To avoid double taxation, each seller along the way gets a credit for taxes paid at earlier stages of the production process. So the final tax to the consumer, at least in theory, is the same as a retail sales tax of the same amount.
The VAT has its virtues: As a single-rate, consumption-based system, much like the flat tax or national sales tax, it would introduce far fewer economic distortions than today’s income tax — and a heckuva lot less paperwork.
That would be a persuasive argument — if proponents wanted a VAT to replace the Internal Revenue code. But that’s not what’s intended by Volcker — or Senate Budget Committee Chairman Kent Conrad and House Speaker Nancy Pelosi, who’ve also been chatting up the VAT.
The politicians want a VAT, and they want to keep the income tax. (To be more accurate, they want a VAT and to raise other taxes as well.)
They want the cash, of course, so they can continue buying votes by spending other people’s money.
This decade already has seen a huge expansion of government. In the Bush years, federal spending rose from $1.8 trillion in 2001 to $3.5 trillion in the last Bush budget. Now President Obama is well on the way to doubling outlays yet again.
He has already saddled the economy with $800 billion of “stimulus” and a giant new health-care entitlement, and his proposals for next year will push the federal budget even higher.
Meanwhile, our aging population and the built-in growth in federal programs like Medicare, Medicaid and Social Security has a dramatic expansion in the size of government set to occur automatically in coming decades.
Simply stated, there’s no way to finance all this new spending without an added broad-based tax. But this is exactly why we should vigorously resist a VAT.
Blocking a VAT may not be sufficient to control the size of government, but it’s necessary. Handing Washington a whole new source of revenue would be akin to giving keys to a liquor store to a bunch of alcoholics.
The real-world evidence shows that VATs are strongly linked with both higher overall tax burdens and more government spending. In 1965, before the VAT swept across Europe, the average tax burden for advanced European economies (the EU-15) was 27.7 percent of economic output, versus 24.7 percent of GDP in the United States.
But the Europeans began imposing VATs in the late 1960s, and now the European Union requires all members to have a VAT of at least 15 percent. Good news has not followed. By 2006, the average tax burden for EU-15 nations had climbed to 39.8 percent, versus 28 percent in the United States.
The spending side? In 1965, pre-VAT, government spending in EU-15 nations averaged 30.1 percent of GDP, against 28.3 percent in the United States. By 2007, government spending consumed 47.1 percent of GDP in EU-15, significantly higher than the US burden of 35.3 percent.
Nor has the VAT stopped Europe from raising other taxes.
Taxes on income and profits consumed 8.8 percent of GDP in Europe in 1965 — below the US level of 11.9 percent. By 2006, the European burden had climbed to 13.8 percent of GDP, slightly higher than the 13.5 percent US figure. (The same trend holds for corporate-tax data.)
Today’s income-tax system is a nightmarish combination of class warfare and corrupt loopholes. But adding a VAT solves none of those problems, it merely gives politicians more money to spend and a chance to auction off a new set of tax breaks to interest groups. That’s good for Washington, but bad for America.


— What you have to do —
Every line of the records that contains the string "magnetic" counts once; give the total and nothing else.

Extracted data entries
* * *

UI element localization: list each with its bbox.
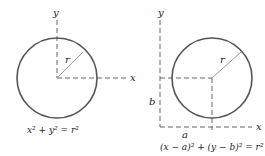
radius-line bbox=[57, 52, 83, 78]
x-axis-label: x bbox=[256, 121, 262, 132]
origin-circle-diagram: y x r x² + y² = r² bbox=[17, 7, 136, 135]
radius-label: r bbox=[220, 54, 226, 65]
offset-a-label: a bbox=[182, 129, 188, 140]
equation: x² + y² = r² bbox=[27, 125, 79, 135]
equation: (x − a)² + (y − b)² = r² bbox=[160, 142, 264, 152]
y-axis-label: y bbox=[157, 7, 164, 18]
radius-line bbox=[212, 52, 241, 78]
offset-b-label: b bbox=[149, 96, 155, 107]
shifted-circle-diagram: y x r b a (x − a)² + (y − b)² = r² bbox=[149, 7, 264, 152]
y-axis-label: y bbox=[52, 7, 59, 18]
circle-equations-figure: y x r x² + y² = r² y x r b a (x − a)² + … bbox=[0, 0, 265, 156]
radius-label: r bbox=[65, 54, 71, 65]
x-axis-label: x bbox=[130, 72, 136, 83]
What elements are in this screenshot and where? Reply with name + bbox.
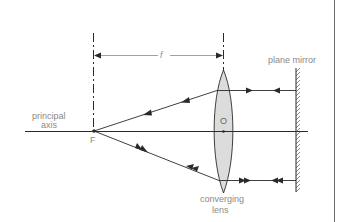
principal-axis-label-line2: axis	[41, 120, 57, 131]
arrowhead-icon	[140, 145, 148, 153]
focal-point-dot	[92, 129, 96, 133]
frame-border-right	[334, 0, 335, 222]
focal-point-label: F	[90, 135, 96, 146]
lens-label-line1: converging	[200, 194, 244, 205]
arrowhead-icon	[143, 110, 152, 116]
lens-label-line2: lens	[212, 205, 229, 216]
arrowhead-icon	[273, 88, 280, 94]
focal-length-dimension	[94, 53, 223, 59]
plane-mirror-label: plane mirror	[268, 55, 316, 66]
optical-centre-dot	[222, 130, 225, 133]
arrowhead-icon	[246, 88, 253, 94]
arrowhead-icon	[244, 178, 251, 184]
upper-ray	[94, 88, 296, 132]
arrowhead-left-icon	[94, 53, 101, 59]
plane-mirror	[296, 68, 300, 192]
arrowhead-right-icon	[216, 53, 223, 59]
lower-ray	[94, 131, 296, 184]
optical-centre-label: O	[220, 116, 227, 127]
arrowhead-icon	[181, 97, 190, 103]
focal-length-label: f	[160, 50, 163, 61]
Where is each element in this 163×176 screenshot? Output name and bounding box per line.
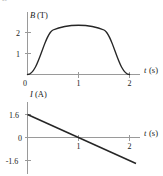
physics-figure: B B (T) t (s) 1 2 0 1 2 <box>0 0 163 176</box>
y-axis-label-unit: (A) <box>35 89 47 99</box>
chart-current-canvas: I (A) t (s) 1.6 0 -1.6 1 2 <box>0 88 163 176</box>
x-axis-label-unit: (s) <box>149 128 158 138</box>
y-ticklabel-2: 2 <box>16 29 20 38</box>
chart-magnetic-field-canvas: B (T) t (s) 1 2 0 1 2 <box>0 4 163 90</box>
origin-label: 0 <box>23 79 27 88</box>
x-axis-label-unit: (s) <box>149 65 158 75</box>
x-axis-label-symbol: t <box>144 128 147 138</box>
chart-current: I (A) t (s) 1.6 0 -1.6 1 2 <box>0 88 163 176</box>
y-axis-label-symbol: B <box>30 10 35 20</box>
y-ticklabel-0: 0 <box>18 134 22 143</box>
y-axis-label-symbol: I <box>29 89 34 99</box>
y-ticklabel-1point6: 1.6 <box>9 111 19 120</box>
x-ticklabel-2: 2 <box>128 142 132 151</box>
y-ticklabel-1: 1 <box>16 50 20 59</box>
x-ticklabel-1: 1 <box>77 142 81 151</box>
series-current-line <box>28 115 137 164</box>
y-ticklabel-negative-1point6: -1.6 <box>6 157 19 166</box>
series-magnetic-field-curve <box>28 25 130 74</box>
y-axis-label-unit: (T) <box>37 10 48 20</box>
x-ticklabel-2: 2 <box>128 79 132 88</box>
x-ticklabel-1: 1 <box>77 79 81 88</box>
x-axis-label-symbol: t <box>144 65 147 75</box>
clipped-top-label: B <box>2 0 7 3</box>
chart-magnetic-field: B (T) t (s) 1 2 0 1 2 <box>0 4 163 90</box>
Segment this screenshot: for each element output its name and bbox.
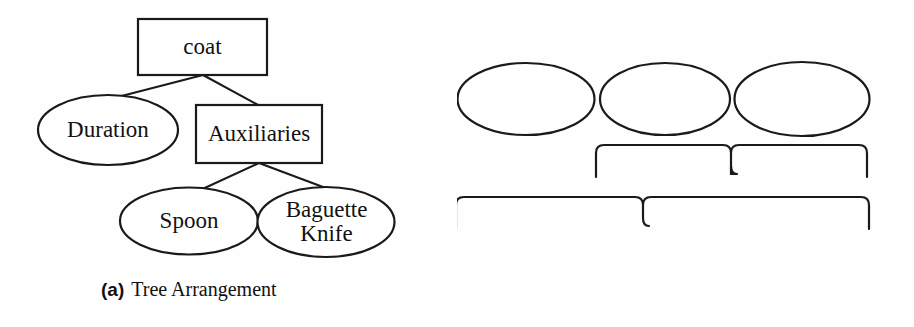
node-baguette-knife-ellipse <box>258 187 395 257</box>
node-duration-ellipse <box>38 95 178 165</box>
figure-root: coat Duration Auxiliaries Spoon Baguette… <box>0 0 914 327</box>
seq-node-baguette-knife-ellipse <box>735 62 870 136</box>
edge-coat-to-auxiliaries <box>203 75 258 105</box>
panel-tree-arrangement: coat Duration Auxiliaries Spoon Baguette… <box>0 0 457 327</box>
seq-node-duration-ellipse <box>458 63 595 135</box>
node-coat-box <box>138 19 267 75</box>
caption-text-a: Tree Arrangement <box>131 278 276 300</box>
brace-coat <box>457 197 869 229</box>
caption-tag-a: (a) <box>101 279 124 300</box>
panel-sequence-arrangement: Duration Spoon Baguette Knife Auxiliarie… <box>457 0 914 327</box>
node-auxiliaries-box <box>196 105 322 163</box>
seq-node-spoon-ellipse <box>600 63 730 135</box>
edge-auxiliaries-to-baguette-knife <box>259 163 331 190</box>
sequence-arrangement-canvas <box>457 0 914 327</box>
node-spoon-ellipse <box>120 188 258 255</box>
caption-tree-arrangement: (a)Tree Arrangement <box>101 278 277 301</box>
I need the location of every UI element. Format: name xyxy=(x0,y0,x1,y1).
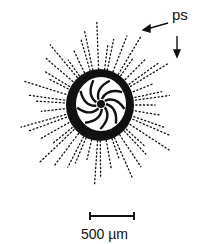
ps-label: ps xyxy=(172,6,188,23)
scale-bar-label: 500 µm xyxy=(0,226,209,242)
scale-bar xyxy=(90,212,134,220)
test-shell xyxy=(66,69,134,141)
organism-drawing xyxy=(0,0,209,244)
organism-figure: ps 500 µm xyxy=(0,0,209,244)
ps-arrows xyxy=(143,23,180,57)
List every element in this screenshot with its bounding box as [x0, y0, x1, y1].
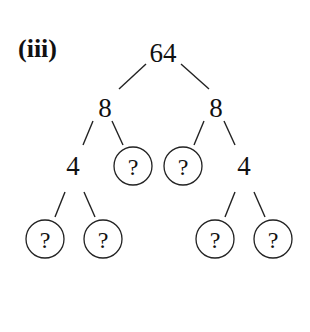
edge-4l-q1 [55, 192, 65, 217]
edge-root-right [181, 64, 209, 89]
node-l1-right: 8 [209, 93, 223, 123]
edge-4r-q1 [225, 192, 235, 217]
node-l2-1: 4 [66, 151, 80, 181]
edge-8l-4 [83, 121, 93, 145]
edge-8l-q [112, 121, 123, 145]
edge-root-left [119, 64, 146, 89]
node-l3-4: ? [268, 227, 279, 253]
node-root: 64 [150, 38, 178, 68]
node-l3-3: ? [210, 227, 221, 253]
node-l3-2: ? [98, 227, 109, 253]
edge-8r-q [194, 121, 204, 145]
edge-8r-4 [224, 121, 235, 145]
node-l2-3: ? [178, 154, 189, 180]
factor-tree-diagram: (iii) 64 8 8 4 ? ? 4 ? ? ? ? [0, 0, 310, 332]
node-l2-4: 4 [237, 151, 251, 181]
tree-edges [55, 64, 265, 217]
edge-4r-q2 [254, 192, 265, 217]
node-l3-1: ? [40, 227, 51, 253]
part-label: (iii) [18, 34, 57, 63]
node-l2-2: ? [128, 154, 139, 180]
edge-4l-q2 [84, 192, 95, 217]
node-l1-left: 8 [98, 93, 112, 123]
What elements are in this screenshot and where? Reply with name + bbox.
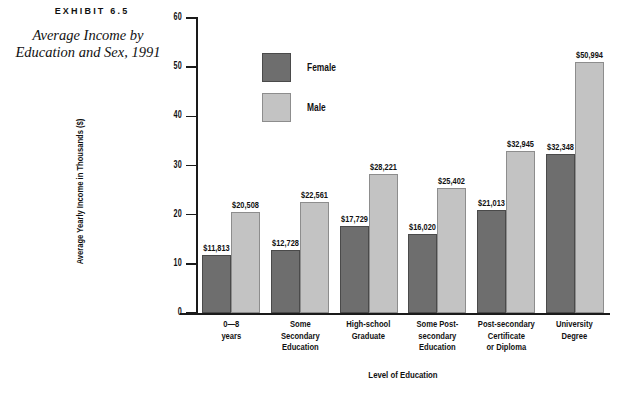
bar-value-label: $25,402: [432, 175, 472, 186]
bar-value-label: $22,561: [295, 189, 335, 200]
bar-value-label: $32,945: [501, 138, 541, 149]
bar-female-2: [271, 250, 300, 313]
legend-label: Male: [307, 101, 326, 113]
x-axis-category-label: SomeSecondaryEducation: [261, 318, 338, 353]
bar-male-3: [369, 174, 398, 313]
y-axis-tick-label: 0: [163, 306, 182, 317]
y-axis-tick: [186, 116, 197, 118]
legend-label: Female: [307, 61, 336, 73]
bar-female-3: [340, 226, 369, 313]
y-axis-tick-label: 30: [163, 159, 182, 170]
legend-swatch-male: [262, 93, 291, 122]
legend-item-female: Female: [262, 52, 343, 82]
x-axis-category-label: Some Post-secondaryEducation: [399, 318, 476, 353]
y-axis-tick-label: 10: [163, 257, 182, 268]
bar-value-label: $28,221: [363, 161, 403, 172]
x-axis-title: Level of Education: [234, 369, 572, 380]
y-axis-tick: [186, 312, 197, 314]
x-axis-line: [180, 313, 610, 315]
legend-item-male: Male: [262, 92, 343, 122]
y-axis-tick: [186, 263, 197, 265]
y-axis-tick: [186, 214, 197, 216]
bar-male-1: [231, 212, 260, 313]
bar-male-6: [575, 62, 604, 313]
bar-female-4: [408, 234, 437, 313]
bar-chart: 0102030405060 Average Yearly Income in T…: [0, 0, 624, 396]
plot-area: $11,813$20,508$12,728$22,561$17,729$28,2…: [197, 18, 609, 313]
y-axis-tick-label: 40: [163, 109, 182, 120]
x-axis-category-label: UniversityDegree: [536, 318, 613, 341]
x-axis-category-label: Post-secondaryCertificateor Diploma: [467, 318, 544, 353]
legend-swatch-female: [262, 53, 291, 82]
x-axis-category-label: 0—8years: [193, 318, 270, 341]
y-axis-title: Average Yearly Income in Thousands ($): [74, 112, 85, 272]
y-axis-tick-label: 20: [163, 208, 182, 219]
bar-female-1: [202, 255, 231, 313]
y-axis-tick-label: 50: [163, 60, 182, 71]
bar-female-6: [546, 154, 575, 313]
bar-value-label: $20,508: [226, 199, 266, 210]
bar-male-5: [506, 151, 535, 313]
chart-legend: FemaleMale: [262, 52, 343, 132]
y-axis-tick-label: 60: [163, 11, 182, 22]
bar-male-4: [437, 188, 466, 313]
bar-value-label: $50,994: [569, 49, 609, 60]
y-axis-tick: [186, 165, 197, 167]
y-axis-tick: [186, 66, 197, 68]
y-axis-tick: [186, 17, 197, 19]
bar-male-2: [300, 202, 329, 313]
x-axis-category-label: High-schoolGraduate: [330, 318, 407, 341]
bar-female-5: [477, 210, 506, 313]
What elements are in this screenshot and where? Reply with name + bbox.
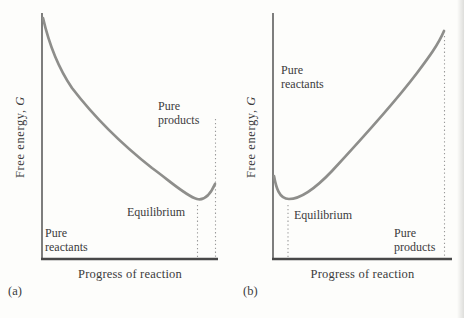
panel-a-y-axis-label-text: Free energy, xyxy=(13,106,27,178)
panel-a-equilibrium-label: Equilibrium xyxy=(127,206,185,220)
panel-a-y-axis-label-symbol: G xyxy=(13,96,27,106)
panel-b-y-axis-label: Free energy, G xyxy=(244,96,259,178)
panel-b-free-energy-curve xyxy=(274,31,444,199)
panel-b-pure-products-label: Pure products xyxy=(394,227,435,254)
panel-b-y-axis-label-text: Free energy, xyxy=(244,106,258,178)
panel-b-x-axis-label: Progress of reaction xyxy=(273,267,452,282)
panel-a-tag: (a) xyxy=(8,284,22,299)
panel-a-y-axis-label: Free energy, G xyxy=(13,96,28,178)
panel-b-equilibrium-label: Equilibrium xyxy=(294,209,352,223)
panel-b-pure-reactants-label: Pure reactants xyxy=(281,64,324,91)
panel-a-pure-products-label: Pure products xyxy=(158,100,199,127)
panel-a-x-axis-label: Progress of reaction xyxy=(42,267,218,282)
page-edge-shading xyxy=(457,0,464,318)
panel-b-y-axis-label-symbol: G xyxy=(244,96,258,106)
panel-b-tag: (b) xyxy=(243,284,258,299)
free-energy-reaction-figure: Free energy, G Pure products Equilibrium… xyxy=(0,0,464,318)
panel-a-pure-reactants-label: Pure reactants xyxy=(45,227,88,254)
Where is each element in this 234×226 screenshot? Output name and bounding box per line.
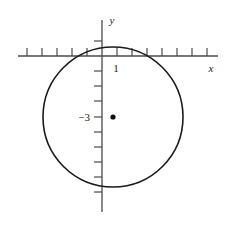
y-axis-ticks	[94, 41, 102, 192]
x-tick-label-1: 1	[113, 62, 119, 74]
figure-container: x y 1 −3	[0, 0, 234, 226]
circle-center-point	[110, 114, 115, 119]
plot-canvas: x y 1 −3	[0, 0, 234, 226]
y-tick-label-minus-3: −3	[78, 111, 90, 123]
x-axis-label: x	[208, 62, 214, 74]
y-axis-label: y	[109, 14, 115, 26]
x-axis-ticks	[27, 48, 207, 56]
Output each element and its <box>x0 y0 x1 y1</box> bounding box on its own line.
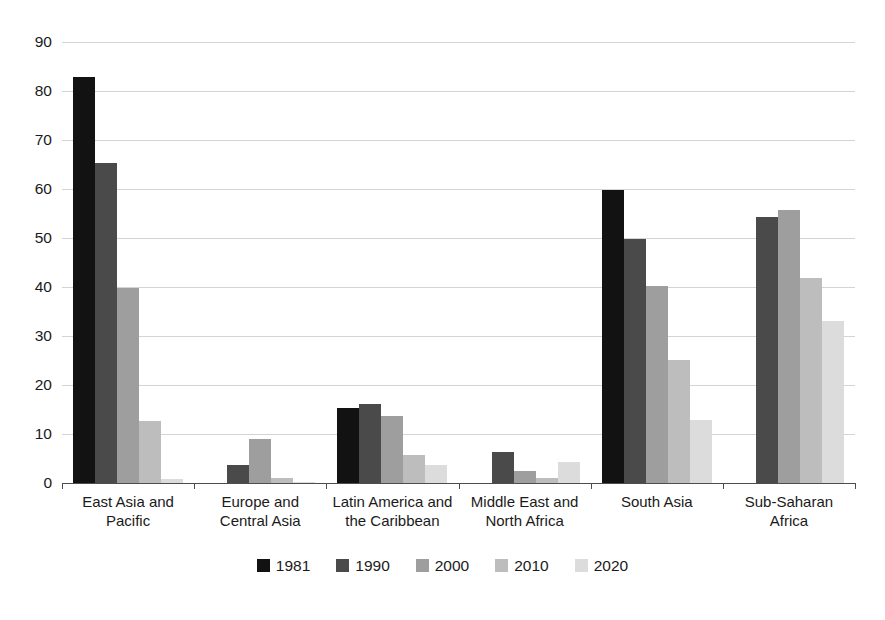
bar-2000[interactable] <box>778 210 800 483</box>
y-axis-tick-label: 80 <box>6 83 52 99</box>
bar-2020[interactable] <box>425 465 447 483</box>
bar-1990[interactable] <box>492 452 514 483</box>
bar-group <box>194 42 326 483</box>
legend-swatch-icon <box>336 559 349 572</box>
y-axis-tick-label: 0 <box>6 475 52 491</box>
bar-2000[interactable] <box>249 439 271 483</box>
y-axis-tick-label: 10 <box>6 426 52 442</box>
bar-1990[interactable] <box>95 163 117 483</box>
bar-1990[interactable] <box>756 217 778 483</box>
x-axis-tick <box>326 483 327 489</box>
bar-2010[interactable] <box>403 455 425 483</box>
legend-swatch-icon <box>257 559 270 572</box>
bar-1981[interactable] <box>73 77 95 483</box>
bar-group <box>591 42 723 483</box>
bars <box>205 42 315 483</box>
bar-1990[interactable] <box>359 404 381 483</box>
legend-label: 1981 <box>276 558 310 574</box>
legend-item-1990[interactable]: 1990 <box>336 558 389 574</box>
bar-2020[interactable] <box>558 462 580 483</box>
y-axis-tick-label: 40 <box>6 279 52 295</box>
category-label: South Asia <box>591 492 723 530</box>
category-label: Sub-Saharan Africa <box>723 492 855 530</box>
bar-group <box>459 42 591 483</box>
legend-label: 2010 <box>514 558 548 574</box>
legend-item-2020[interactable]: 2020 <box>575 558 628 574</box>
bars <box>73 42 183 483</box>
bar-2020[interactable] <box>822 321 844 483</box>
legend-item-2000[interactable]: 2000 <box>416 558 469 574</box>
bar-2020[interactable] <box>690 420 712 483</box>
bar-2000[interactable] <box>646 286 668 483</box>
legend-item-1981[interactable]: 1981 <box>257 558 310 574</box>
legend: 19811990200020102020 <box>0 558 885 574</box>
bar-chart: 0102030405060708090 East Asia and Pacifi… <box>0 0 885 620</box>
bar-group <box>723 42 855 483</box>
y-axis: 0102030405060708090 <box>0 42 52 483</box>
bar-1990[interactable] <box>227 465 249 483</box>
legend-swatch-icon <box>575 559 588 572</box>
bars <box>337 42 447 483</box>
bar-1981[interactable] <box>602 190 624 484</box>
category-label: Latin America and the Caribbean <box>326 492 458 530</box>
x-axis-tick <box>591 483 592 489</box>
bars <box>734 42 844 483</box>
y-axis-tick-label: 50 <box>6 230 52 246</box>
bar-group <box>326 42 458 483</box>
legend-label: 2000 <box>435 558 469 574</box>
y-axis-tick-label: 70 <box>6 132 52 148</box>
x-axis-tick <box>723 483 724 489</box>
bar-2010[interactable] <box>800 278 822 483</box>
bar-groups <box>62 42 855 483</box>
x-axis-category-labels: East Asia and PacificEurope and Central … <box>62 492 855 530</box>
bar-group <box>62 42 194 483</box>
legend-swatch-icon <box>416 559 429 572</box>
bar-2000[interactable] <box>117 288 139 483</box>
bar-2000[interactable] <box>381 416 403 483</box>
x-axis-tick <box>62 483 63 489</box>
x-axis-tick <box>194 483 195 489</box>
category-label: Europe and Central Asia <box>194 492 326 530</box>
category-label: East Asia and Pacific <box>62 492 194 530</box>
bar-1990[interactable] <box>624 239 646 484</box>
legend-swatch-icon <box>495 559 508 572</box>
category-label: Middle East and North Africa <box>459 492 591 530</box>
legend-item-2010[interactable]: 2010 <box>495 558 548 574</box>
legend-label: 1990 <box>355 558 389 574</box>
y-axis-tick-label: 90 <box>6 34 52 50</box>
y-axis-tick-label: 20 <box>6 377 52 393</box>
legend-label: 2020 <box>594 558 628 574</box>
bars <box>470 42 580 483</box>
bar-2000[interactable] <box>514 471 536 483</box>
y-axis-tick-label: 60 <box>6 181 52 197</box>
bars <box>602 42 712 483</box>
y-axis-tick-label: 30 <box>6 328 52 344</box>
bar-2010[interactable] <box>668 360 690 483</box>
bar-1981[interactable] <box>337 408 359 483</box>
bar-2010[interactable] <box>139 421 161 483</box>
x-axis-tick <box>855 483 856 489</box>
x-axis-tick <box>459 483 460 489</box>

* * *

— Answer box —
3